I have an affinity for sporks. They are multifunctional by definition, but often misunderstood. I would like to share some of my understandings of the implications of sporks, but you may have to wait a bit for clear relevance, dear reader.
Sporks have qualitatively different configurations. The most basic distinction is whether or not the spork is one thing or two things simply connected. There are many sporks that are just forks getting the wrong end of the stick: some implement with a spoon or knife at one end, and a fork at the other. If the spoon is on the other end from the forky end, I'm not sure how you can call it a spork, but you can take that up with the sellers. In fact, the most common kind of spork found at the counters of places like EMS is the plastic, two ended spork:
These often have a serrated end on an edge of one of the tines of the forky side that enable people to tout this as a 3in1 object. With just a little thought, however, you can understand that we almost never cut a piece of food without something else holding it down, otherwise the knife will not get enough traction to actually cut. So having one item that cuts with nothing else to hold it is an idea for marketing and not for practicality. If it's a soft enough item to be cut by this thing singlehandedly, you would be able to use just the edge of the fork, like we all do at dinnertime. And also, it the knife were sharp enough to do any real damage on its own, who would want to stick it in their mouth much?
These two-faced sporks come in many sizes, most recently made popular in trendy stores in their teeny bamboo incarnation. They are also found in titanium and steel and compostable somethingorother.

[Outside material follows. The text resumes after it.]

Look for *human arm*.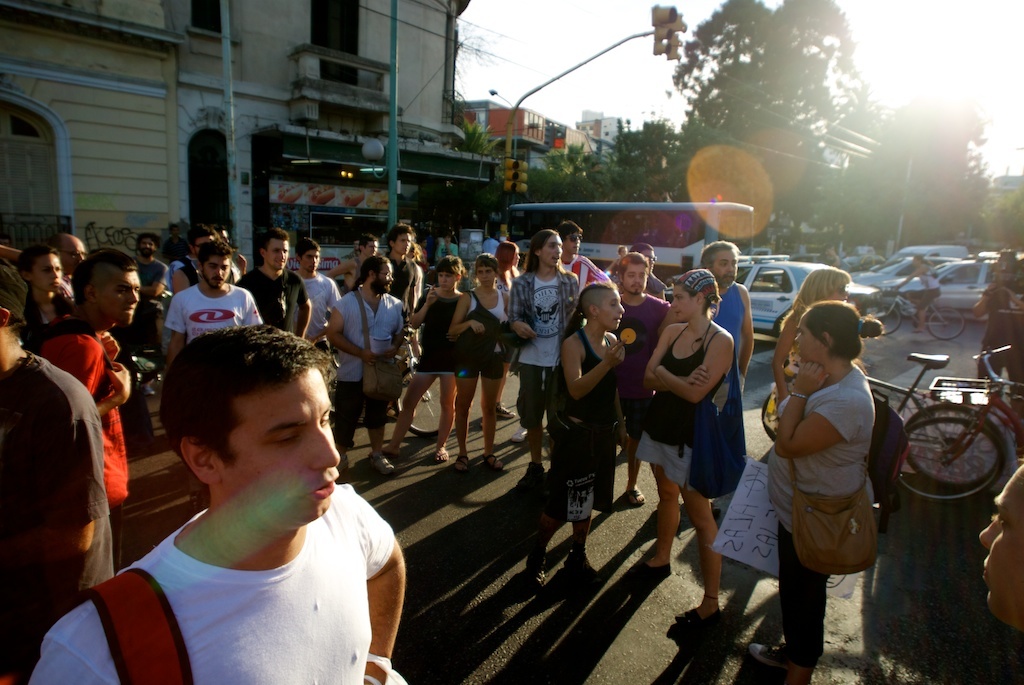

The other configuration that I find truer to the concept of the merging of spoon and fork, is an item that has both of them on the same end of the stick.
This design concept is endorsed by the Museum of Modern Art and their artistic codification of spork:
Sporks, moreso than single purpose cutlery, usually have a fairly specific purpose in mind. There are pasta sporks, camping sporks, purse sporks, sporks specifically for cat food cans (o yes), serving sporks, sporks only good to look at, and sporks good for nothing. Paradoxically, while they are often for a particular purpose, they are by definition multifunctional, so can get carried away with being so many things. It is not uncommon at all for sporks to also have features including bottle openers, screwdrivers, wrenches, knives, clips, can openers, and so on. This sometimes results in an object that I'm not sure I would put in my mouth for fear of injury, but sporks are conceptual items.
Sporks are compromises. The tines of the forky part are often stubby, the spoony part too shallow, or the handle is awkward. All this is in service to the practicality and simplicity of sporkness: the ounce saved from the backpack, the one less item to worry about, the radical downsizing of life in which we are prepared, at any moment, to face the zombie apocalypse with only what we have in our pocket.
Now that I have desensitized you to the wild idea that is the spork and why anyone might be interested in them, I will risk showing you my collection/research.
Are you ready, dear reader? Have you stayed with me for the turn? Did you see it coming? Sporks are like retirements!
Like sporks, retirements are compromises of economics, relations, and realities. They are both cumbersome and odd until you get used to them. Finding the right one requires some effort and discernment of what they heck they are for. They can be designed to do more than is reasonable to actually use. (Are you really going to travel to Nepal?) And here is the final horrible reality of sporks and retirements. You may not actually need them at all.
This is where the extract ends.